The recently launched ₹1 trillion Research, Development and Innovation (RDI) Scheme signals a historic shift in India's innovation policy.

- AJAY KUMAR

For the first time, private sector innovation is at the centre, with funds channelled through a special-purpose fund and deployed by professional managers via concessional loans, equity, and a fund-of-funds structure.

Until now, R&D spending largely flowed to public institutions, which laid the nation's scientific foundations. The new approach taps the innovative energy of over a billion people—far beyond a few thousand government scientists—ushering in a 3S revolution: Scale, Speed, and Spend.

Scale comes from opening R&D to startups, industry, academia, and individuals, bringing unmatched breadth. Speed flows from the private sector's push for market-ready, time-bound solutions. Spend is unlocked by private co-investment and fund-of-funds participation, addressing chronic capital shortages.
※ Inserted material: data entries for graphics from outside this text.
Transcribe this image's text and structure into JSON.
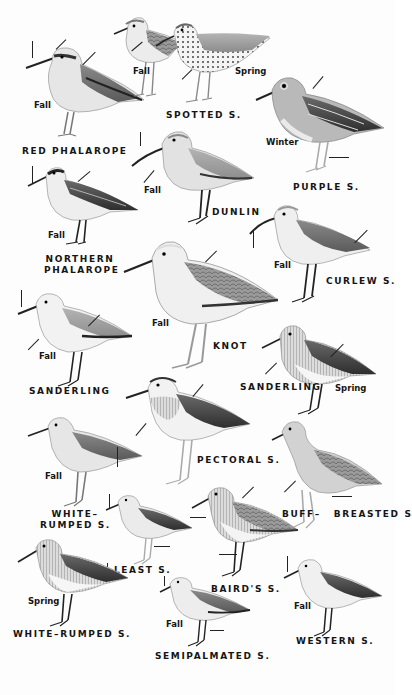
{
  "plate": {
    "description": "Field guide plate of sandpipers and phalaropes",
    "background": "#fdfdfd",
    "ink": "#151515"
  },
  "birds": [
    {
      "id": "red-phalarope",
      "name": "RED PHALAROPE",
      "season": "Fall"
    },
    {
      "id": "spotted-fall",
      "name": "",
      "season": "Fall"
    },
    {
      "id": "spotted-spring",
      "name": "SPOTTED S.",
      "season": "Spring"
    },
    {
      "id": "purple",
      "name": "PURPLE S.",
      "season": "Winter"
    },
    {
      "id": "northern-phalarope",
      "name_line1": "NORTHERN",
      "name_line2": "PHALAROPE",
      "season": "Fall"
    },
    {
      "id": "dunlin",
      "name": "DUNLIN",
      "season": "Fall"
    },
    {
      "id": "curlew",
      "name": "CURLEW S.",
      "season": "Fall"
    },
    {
      "id": "knot",
      "name": "KNOT",
      "season": "Fall"
    },
    {
      "id": "sanderling-fall",
      "name": "SANDERLING",
      "season": "Fall"
    },
    {
      "id": "sanderling-spring",
      "name": "SANDERLING",
      "season": "Spring"
    },
    {
      "id": "white-rumped-fall",
      "name_line1": "WHITE–",
      "name_line2": "RUMPED S.",
      "season": "Fall"
    },
    {
      "id": "pectoral",
      "name": "PECTORAL S.",
      "season": ""
    },
    {
      "id": "buff-breasted",
      "name_line1": "BUFF–",
      "name_line2": "BREASTED S",
      "season": ""
    },
    {
      "id": "least",
      "name": "LEAST S.",
      "season": ""
    },
    {
      "id": "bairds",
      "name": "BAIRD'S S.",
      "season": ""
    },
    {
      "id": "white-rumped-spring",
      "name": "WHITE–RUMPED S.",
      "season": "Spring"
    },
    {
      "id": "semipalmated",
      "name": "SEMIPALMATED S.",
      "season": "Fall"
    },
    {
      "id": "western",
      "name": "WESTERN S.",
      "season": "Fall"
    }
  ]
}
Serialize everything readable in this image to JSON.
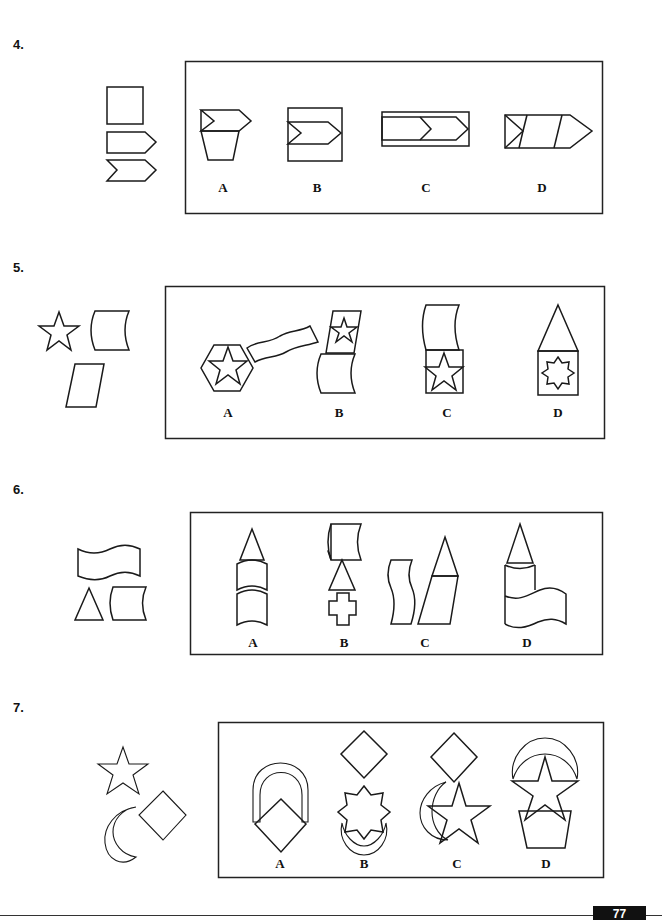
{
  "page": {
    "page_number": "77"
  },
  "questions": [
    {
      "number": "4.",
      "given_shapes": [
        "square",
        "pentagon-arrow",
        "chevron-arrow"
      ],
      "options": [
        {
          "label": "A",
          "description": "chevron-arrow on top of trapezoid"
        },
        {
          "label": "B",
          "description": "chevron-arrow inside square"
        },
        {
          "label": "C",
          "description": "long chevron-arrow inside rectangle"
        },
        {
          "label": "D",
          "description": "segmented arrow with diagonal divisions"
        }
      ]
    },
    {
      "number": "5.",
      "given_shapes": [
        "star",
        "concave rectangle",
        "parallelogram"
      ],
      "options": [
        {
          "label": "A",
          "description": "star in hexagon with wavy band"
        },
        {
          "label": "B",
          "description": "star in parallelogram above concave shape"
        },
        {
          "label": "C",
          "description": "concave shape above square with star"
        },
        {
          "label": "D",
          "description": "triangle above square with 8-point star"
        }
      ]
    },
    {
      "number": "6.",
      "given_shapes": [
        "wavy flag",
        "triangle",
        "concave rectangle"
      ],
      "options": [
        {
          "label": "A",
          "description": "triangle on two stacked curved segments"
        },
        {
          "label": "B",
          "description": "concave shape, triangle, cross"
        },
        {
          "label": "C",
          "description": "wavy strip beside triangle on parallelogram"
        },
        {
          "label": "D",
          "description": "triangle on curved cylinder with wavy flag"
        }
      ]
    },
    {
      "number": "7.",
      "given_shapes": [
        "star",
        "crescent moon",
        "diamond"
      ],
      "options": [
        {
          "label": "A",
          "description": "diamond over arch"
        },
        {
          "label": "B",
          "description": "diamond over 8-point star over crescent"
        },
        {
          "label": "C",
          "description": "diamond over star with crescent"
        },
        {
          "label": "D",
          "description": "crescent over star over trapezoid"
        }
      ]
    }
  ]
}
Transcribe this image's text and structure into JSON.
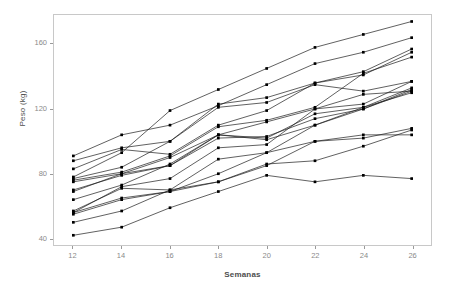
{
  "chart_data": {
    "type": "line",
    "title": "",
    "subtitle": "",
    "xlabel": "Semanas",
    "ylabel": "Peso (kg)",
    "x": [
      12,
      14,
      16,
      18,
      20,
      22,
      24,
      26
    ],
    "xticks": [
      "12",
      "14",
      "16",
      "18",
      "20",
      "22",
      "24",
      "26"
    ],
    "yticks": [
      "40",
      "80",
      "120",
      "160"
    ],
    "ytick_values": [
      40,
      80,
      120,
      160
    ],
    "xlim": [
      11.2,
      26.8
    ],
    "ylim": [
      36,
      178
    ],
    "grid": false,
    "legend": false,
    "legend_position": "none",
    "line_color": "#1a1a1a",
    "marker": "square",
    "marker_color": "#000000",
    "panel_background": "#ffffff",
    "panel_border_color": "#c8c8c8",
    "axis_text_color": "#8a8a8a",
    "series": [
      {
        "name": "sujeto-01",
        "values": [
          78,
          93,
          119,
          132,
          145,
          158,
          166,
          174
        ]
      },
      {
        "name": "sujeto-02",
        "values": [
          91,
          104,
          110,
          122,
          135,
          148,
          155,
          164
        ]
      },
      {
        "name": "sujeto-03",
        "values": [
          88,
          96,
          100,
          123,
          127,
          136,
          143,
          157
        ]
      },
      {
        "name": "sujeto-04",
        "values": [
          83,
          95,
          92,
          110,
          119,
          136,
          141,
          155
        ]
      },
      {
        "name": "sujeto-05",
        "values": [
          76,
          81,
          91,
          109,
          113,
          121,
          142,
          152
        ]
      },
      {
        "name": "sujeto-06",
        "values": [
          75,
          80,
          90,
          104,
          112,
          120,
          123,
          137
        ]
      },
      {
        "name": "sujeto-07",
        "values": [
          70,
          79,
          85,
          104,
          102,
          117,
          121,
          133
        ]
      },
      {
        "name": "sujeto-08",
        "values": [
          69,
          80,
          85,
          102,
          103,
          114,
          120,
          132
        ]
      },
      {
        "name": "sujeto-09",
        "values": [
          64,
          73,
          86,
          104,
          101,
          110,
          120,
          131
        ]
      },
      {
        "name": "sujeto-10",
        "values": [
          56,
          72,
          77,
          96,
          98,
          120,
          129,
          131
        ]
      },
      {
        "name": "sujeto-11",
        "values": [
          57,
          71,
          70,
          89,
          93,
          110,
          121,
          130
        ]
      },
      {
        "name": "sujeto-12",
        "values": [
          55,
          64,
          69,
          80,
          93,
          100,
          102,
          108
        ]
      },
      {
        "name": "sujeto-13",
        "values": [
          50,
          57,
          70,
          75,
          86,
          88,
          97,
          107
        ]
      },
      {
        "name": "sujeto-14",
        "values": [
          42,
          47,
          59,
          69,
          79,
          75,
          79,
          77
        ]
      },
      {
        "name": "sujeto-15",
        "values": [
          56,
          65,
          69,
          75,
          85,
          100,
          104,
          104
        ]
      },
      {
        "name": "sujeto-16",
        "values": [
          77,
          84,
          100,
          121,
          124,
          135,
          131,
          137
        ]
      }
    ]
  }
}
This transition is set to broaden participation, accelerate breakthroughs, and power transformative technological growth.

For RDI to deliver fully, it must be backed by reforms in public procurement to actively support locally developed products. A dedicated policy tool is vital because innovations rarely fit traditional norms like multiple bidders or prior procurement history. With government purchases making up nearly 20 per cent of India's gross domestic product, the state wields enormous power to shape markets and drive innovation. As an early adopter, it can validate new technologies, build consumer confidence, provide steady revenues, and reduce the risks innovators face in bringing novel products to market.